You know some days it seems as if everyone is telling you what you did wrong or expressing their displeasure with you. It starts to weigh on you like a heavy wet blanket, blocking out all the light you need to see.
Today I received a letter from the mother of a special needs child that started me on a mission to lift the blanket that was trying to entrap me. It started like this:
'Hi Barbara,
First and foremost I want to say thank you. Since meeting you last year, you have continued to make me feel supported and given me guidance and I cannot express how much that means to me as a mother trying to make things work for my sons in a world that most of the time does not understand them...'
It came out of left field, and into my 'inbox' today as I was slightly sulking over a recent project that did not take off as I had envisioned. The words humbled me and reminded me of my own gratitude: for my own children's abilities, and for the families, people & children I work with who I learn from each day, just as much as I am teaching them. The note continued:
"... You truly give moms like me hope that someday all of our kids will be seen as they are, and not as they are not. There are few people in my boys lives that see them just as they are and not as 'SPD', 'fidgety' and 'oversensitive'...seeing the photos [on your website] again took me back to moments when they are just being kids...Thank You so much for sharing your gifts with us."
Gratitude seems to come when you least expect it and from where you never expect it from. It has lifted me out of a funk more times than I can remember, and I don't mean so much the receiving of gratitude...I mean the giving of gratitude. This letter made me smile, and I felt lighter and less frustrated.
So I when I finished reading I took a walk in the woods nearby and as I did I made a mental list. A list of all the people I have gratitude for. Its easy to come up with a dozen or more off the top of my head-those are the ones who I love, or who have loved me and encouraged me and helped me, and are easy to list. Like my kids, my family, the health of all of those I love. But also the ones who have hurt, used, betrayed or just plain irritated me-those were the ones that were harder to appreciate. It took some doing, but they were added to the list as well. (There is a lesson in every interaction, no matter how uncomfortable it may be. My yoga teacher used to tell me that if an irritating hurtful person is in your life, there is something you still need to learn from them or them from you.) The list got longer as I walked, and added more and more people to the list. People I know, people I remember but do not know, people who are no longer here and people from long ago.
Then, I added experiences: places, events, ideas, memories and material things. Before I knew it I had walked for 2 1/2 hours. The list is quite long and still growing. Each person, event, memory, emotion I remembered as I walked among the trees I honored by breathing my gratitude back to them.
The letter and my Gratitude Walk reminds me of a project I did several years ago, with the children in an after school Yoga Club. A Gratitude Treasure Box.
To make one is simple: I had each of the children bring in a shoe box. We covered them with glue & wrapping paper-(the lid too) and decorated them with Initials, names, trim, beads and jewels. (I wish I had thought to take a photograph of the boxes-they were so creative! )
Then I had each child write a positive note to each one of the other children. I wrote notes for them too.
Each week, we added tokens, encouraging words, more notes, accomplishments, pictures from magazines, seashells, rocks, stickers etc. to the boxes. The idea was to create a Treasure Box of positive thoughts & gratitude for them and by them, to remember to always show their gratitude & to know how much they are loved always and never alone, especially when things in their young lives got rough.
When the last class of the year came, as I handed out their certificates, they presented me with a plain shoe box. Inside was a hand made card, signed by all of them, there were notes, drawings, and tokens of their gratitude for teaching them during the year. They had secretly made the box for me (and did not decorate it as they wanted it to be a surprise.) I still have the box and all the items inside, lovingly placed there, (in secret,) by each student. Kids are truly amazing.
I think I may need to get out my Gratitude box today-maybe move the items into a larger one, to include the letter I got today, along with the stonesI picked up on my walk as well as the long list I made.
As it turns out, I've got so much more to put in that box!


■ What you need to do ■
Print the line containing "Get bbox for" and every later line of the records. Keep each one exactly as given, ending with the last.
----
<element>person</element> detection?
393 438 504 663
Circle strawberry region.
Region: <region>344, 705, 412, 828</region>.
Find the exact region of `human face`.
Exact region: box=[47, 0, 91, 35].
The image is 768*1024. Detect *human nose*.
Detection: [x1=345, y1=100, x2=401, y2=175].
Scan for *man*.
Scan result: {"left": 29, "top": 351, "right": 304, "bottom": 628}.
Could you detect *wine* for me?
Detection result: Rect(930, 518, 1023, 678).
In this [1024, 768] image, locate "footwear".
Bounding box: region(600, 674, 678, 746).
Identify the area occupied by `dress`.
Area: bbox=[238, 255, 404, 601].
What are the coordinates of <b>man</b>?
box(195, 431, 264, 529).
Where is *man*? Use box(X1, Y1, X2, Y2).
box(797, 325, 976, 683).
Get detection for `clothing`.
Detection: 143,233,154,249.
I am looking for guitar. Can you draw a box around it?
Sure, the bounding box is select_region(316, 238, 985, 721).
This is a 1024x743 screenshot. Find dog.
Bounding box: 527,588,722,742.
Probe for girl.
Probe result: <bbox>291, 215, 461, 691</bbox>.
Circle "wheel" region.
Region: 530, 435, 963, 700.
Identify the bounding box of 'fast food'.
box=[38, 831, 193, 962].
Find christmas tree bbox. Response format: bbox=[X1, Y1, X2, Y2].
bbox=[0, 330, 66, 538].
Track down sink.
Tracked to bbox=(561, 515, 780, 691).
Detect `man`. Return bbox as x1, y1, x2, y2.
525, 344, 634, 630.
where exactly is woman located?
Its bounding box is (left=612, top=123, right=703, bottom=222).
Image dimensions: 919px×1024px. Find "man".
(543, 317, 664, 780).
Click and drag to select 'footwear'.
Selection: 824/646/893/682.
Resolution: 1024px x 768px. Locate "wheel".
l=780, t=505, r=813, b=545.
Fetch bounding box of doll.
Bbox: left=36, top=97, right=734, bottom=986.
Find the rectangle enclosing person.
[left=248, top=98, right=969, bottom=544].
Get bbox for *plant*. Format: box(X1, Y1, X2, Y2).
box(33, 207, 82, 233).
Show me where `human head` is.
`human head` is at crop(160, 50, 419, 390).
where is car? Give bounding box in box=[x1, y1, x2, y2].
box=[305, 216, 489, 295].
----
■ Reply ■
Get bbox for *plant*. Format: box(X1, Y1, X2, Y2).
box(33, 207, 82, 233).
Show me where `human head` is.
`human head` is at crop(160, 50, 419, 390).
where is car? Give bounding box in box=[x1, y1, x2, y2].
box=[305, 216, 489, 295].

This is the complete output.